The last step is to wrap this whole code together in the CREATE OR REPLACE TABLE clause and schedule this query for the desired time period. Instead of wrapping the code into an extra clause, you can define your target dataset and table in the schedule dialog window. However, I prefer to do it in the code. So let’s do it this way.

				
					CREATE OR REPLACE TABLE `YOUR_PROJECT.YOUR_DATASET.benchmarks_per_day_2024` AS(
--get the data from the stage with google sheet values
WITH monthly_data AS (
  SELECT * 
  FROM `myproject.benchmarks_stage.google_sheet_inputs`
),
-- generate a list of all dates in the range of my data
all_dates AS (
  SELECT 
    day
  FROM
    UNNEST(GENERATE_DATE_ARRAY(
      (SELECT MIN(DATE(year, month, 1)) FROM monthly_data),
      (SELECT MAX(LAST_DAY(DATE(year, month, 1))) FROM monthly_data)
    )) AS day
)
-- add dates into the table and devide monthly values through the days in the respective month
  SELECT
    ad.day,
    md.linkedin_leads / EXTRACT(DAY FROM LAST_DAY(DATE(md.year, md.month, 1))) AS linkedin_leads,
    md.linkedin_kosten / EXTRACT(DAY FROM LAST_DAY(DATE(md.year, md.month, 1))) AS linkedin_kosten,
    md.google_ads_leads / EXTRACT(DAY FROM LAST_DAY(DATE(md.year, md.month, 1))) AS google_ads_leads,
    md.google_ads_kosten / EXTRACT(DAY FROM LAST_DAY(DATE(md.year, md.month, 1))) AS google_ads_kosten
  FROM
    all_dates ad
  JOIN
    monthly_data md
  ON
    EXTRACT(YEAR FROM ad.day) = md.year
    AND EXTRACT(MONTH FROM ad.day) = md.month
    )
				
			

Now you have a new pipeline that will periodically extract and transform your user input into daily benchmark values. You can join this table with your real data table, save it in a consumer dataset, and visualise it as shown in my example below. This automated process ensures that your data is consistently up-to-date and ready for analysis. By integrating this pipeline into your workflow, you can streamline your data management and improve the accuracy of your benchmarks.

Pros and Cons of this approach

Pros

1. Easy to implement

2. No extra front end solutions needed

3. Minimum tools involved 

Cons

1. This pipeline is not fully automated.

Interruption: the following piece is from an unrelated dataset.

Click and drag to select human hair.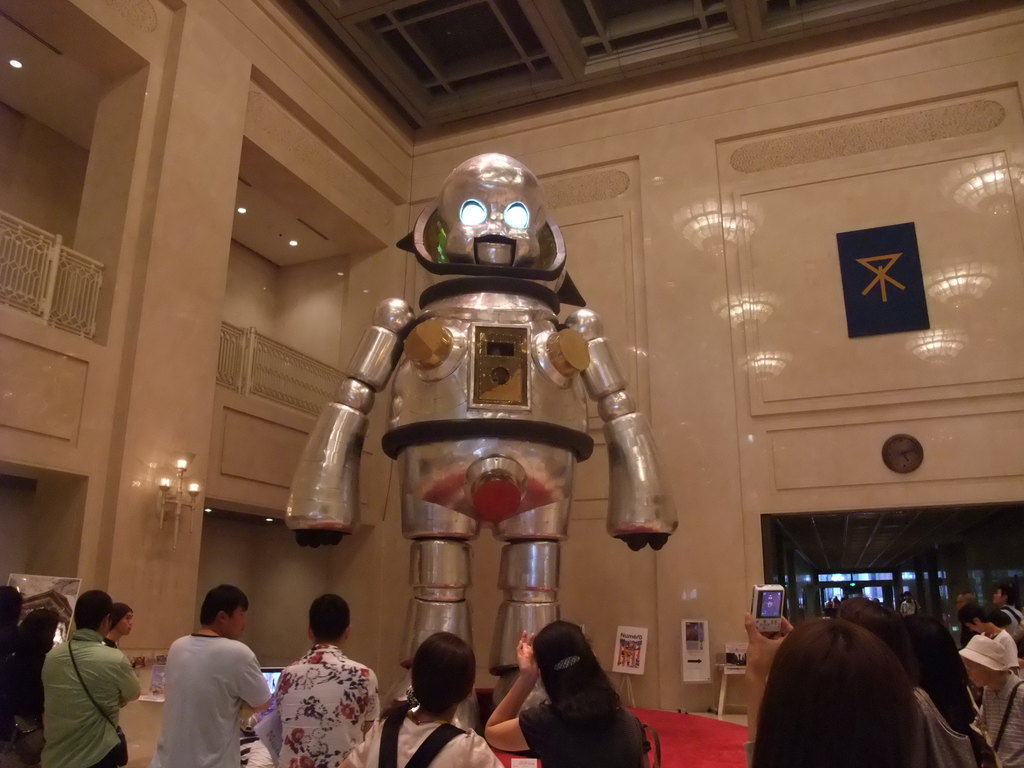
Selection: (left=531, top=606, right=630, bottom=753).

For instance, if a user adds a new column to the Google Sheet, you need to reconnect the spreadsheet with BigQuery and correct the schema.

3. The pipeline can be easily broken in other ways, for example, if a user inputs a string instead of an integer.

4. Computing costs were not taken into consideration, hence there is no cost optimisation in this solution.

In this repo you can find a solution, that anticipates all cons listed above. The ETL is done in Python and is deployable via Cloud Functions or Cloud Run.

 

Enjoy unlocking valuable insights with BigQuery and empower your marketing results!